Gamification of education is a strategy for increasing engagement by incorporating game elements into an educational environment (Dichev and Dicheva 2017). The goal is to generate levels of involvement equal to what games can usually produce (Fardo 2014). The main goals of gamification are to enhance certain abilities, introduce objectives that give learning a purpose, engage students, optimize learning, support behavior change, and socialize (Knutas et al. 2014; Krause et al. 2015; Dichev and Dicheva 2017; Borges et al. 2013).
Stimulated by the effects that game elements can produce, many researchers have looked into the influence of gamification in an educational context, getting favorable results, such as the increase of engagement, user retention, knowledge, and cooperation (Hakulinen and Auvinen 2014; Tvarozek and Brza 2014). Despite that, some studies have shown uncertain or prejudicial results from gamification (Christy and Fox 2014). They found that ranking affects women in various ways and may guide to unexpected opposite impact. Hanus and Fox (2015) informed that, in addition to not increase the results, gamification decreases pleasure and motivation. Haaranen et al. (2014) noticed that some users had adverse emotions about the badges.
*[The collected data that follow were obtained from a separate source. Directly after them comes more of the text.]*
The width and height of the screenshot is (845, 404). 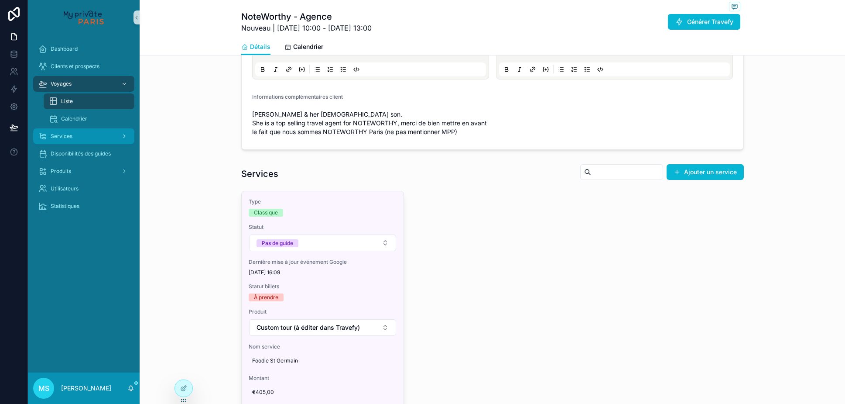 I want to click on button: Ajouter un service, so click(x=705, y=172).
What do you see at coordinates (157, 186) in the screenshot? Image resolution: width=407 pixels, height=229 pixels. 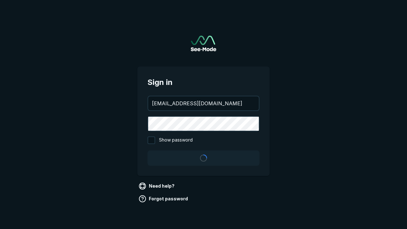 I see `a: Need help?` at bounding box center [157, 186].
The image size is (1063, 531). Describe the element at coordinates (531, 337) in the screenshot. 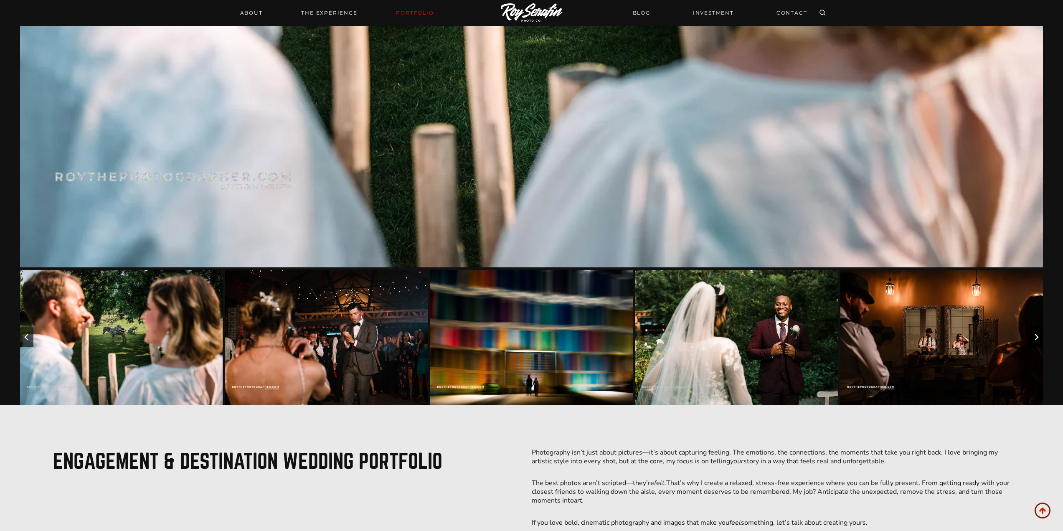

The mix of controversial results related to the effects of gamification in learning environments yield doubts concerning the advantages of its utilization in an educational setting. Moreover, research about the effects of gamification elements on students’ learning, participation, and other effects, is a broad goal. The objective should be delimited to what elements of games are efficient for a particular type of student, involved in a given activity (Dichev and Dicheva 2017). Different layouts of elements of games, used to add gamification to diverse activities, produces different effects, hampering the process of determining which elements or collection of these elements are efficient to promote the engagement and learning for a group or type of user, doing a specific action (Dichev and Dicheva 2017). The motivation (Pedro 2016; Hakulinen and Auvinen 2014; Mekler et al. 2017), player profile (Barata et al. 2014; O’Donovan et al. 2013) and personality (Codish and Ravid 2014; Jia et al. 2016) are the characteristics and preferences that have been most investigated in gamified learning environments.